This is a book review posted at Amazon.com here.
Paul Klemperer was the principal auction theorist advising the UK Government on the design of the 3G spectrum auction in 2000, which raised $34 billion, the biggest auction in history. In this book he reviews auction design both theoretically and in practice - the two perspectives turn out to be very different.
Chapter 1 is a survey of auction theory. The author begins by identifying four types of auction: the English type of open ascending bids, the Dutch auction using descending bids where the first bidder wins, the first-price sealed-bid auction where the highest bidder wins and pays their own bid price, and the second-price sealed-bid auction (the Vickrey auction) where the highest bidder wins, but pays the amount bid by the second-highest bidder. If the latter seems counter-intuitive, note that in the English auction, the winner also pays an amount set by the second-highest bidder (the last person to drop out). Note also that the Dutch auction and the first-price sealed-bid auction are equivalent.

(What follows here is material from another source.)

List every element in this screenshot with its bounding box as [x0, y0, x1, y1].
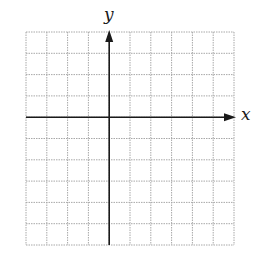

Another important distinction is between private-value auctions, where each bidder has their own, invariant valuation of the object(s) being auctioned, and common-value auctions, where bidders might alter their valuations depending on signals (i.e. observed bids) made by other participants.
The key result in auction theory is the Revenue Equivalence Theorem, which states that all the standard auction methods, under certain plausible conditions, generate the same revenues. This accounts for the fact that no one method of conducting auctions has displaced all the others. However, practical considerations often favor one kind of auction design over another, and this is analyzed extensively later in the book.
Chapter 1 finishes with a mathematical appendix which proves some of the main results plus some questions (and answers) from the Oxford University MPhil economics examination.
Chapter 2 is titled ‘why every economist should learn some auction theory’ and extends application of the theory to economic issues such as litigation models, wars of attrition, market crashes and trading frenzies, and Internet sales models.
Chapter 3 is a detailed guide to auction design. Auction theory is about mathematical models and their properties. Auctions in the real world are competitions where real money is at stake and any and all tactics will be employed to win. Critical tactics to ‘game’ auctions include collusion between bidders to avoid bidding against each other therefore lowering prices for everyone, and predatory behavior, where weaker bidders are frightened off either before or during the auction, thereby clearing the field and closing the auction early. Examples are given of extraordinary behavior by bidders which succeeded in effectively wrecking auctions as revenue-generating vehicles. Klemperer analyses each of the four types of auction in the context of deterring such behavior and concludes that there is no one right answer: auction design is ‘horses for courses’.
Chapter 4, ‘using and abusing auction theory’, is aimed at academic auction theorists seduced by the mathematics at the expense of real-world issues. Klemperer argues that ‘undergraduate economics’, taking into account the concerns of industrial organisation (e.g. monopolistic, oligopolistic and perfectly competitive behaviours) are more central to successful auction design than some of the more ‘sophisticated’ topics of the graduate-level theory. He also emphasises, with examples, that political realities can negate even the best auction design, if the designer is naive and doesn’t take politics into account in advance.
Chapter 5 gives an overview of the European 3G spectrum auctions, which ranged from brilliantly successful to absolute disasters, while chapter 6 explains in great detail exactly how the UK auction (perhaps the most successful) was designed. This chapter is extremely insightful in indicating how many general economic intuitions have to be employed, over and above the specific insights of auction theory, to get a design which can resist the best efforts of the bidders to sabotage its effectiveness.
Chapter 7 analyses some of the more interesting and puzzling bidder strategies seen in the auctions, while chapter 8 is the reprinted Financial Times article, ‘were auctions a good idea’, which defends the idea of auctions against special pleading by industry lobbyists that they had to pay too much, and that as a consequence the industry was wrecked. Not so.
Overall, this book succeeds in creating in the non-economist reader a sense that they understand the basic terrain of auctions - what they are about - although there is clearly a much deeper set of theoretical results underpinning this map of the territory. The chapters tend to be quite repetitive, but that can help offset Klemperer’s use of jargon whenever he gets into conceptual analysis. It looks as though he doesn’t know he’s doing it, and that the people who reviewed it are his colleagues who use this stuff every day and didn’t notice either. With a small amount of additional explanation to clarify the use of terms, much of the conceptual analysis would have been more accessible. The alternative is to read the book twice! Recommended.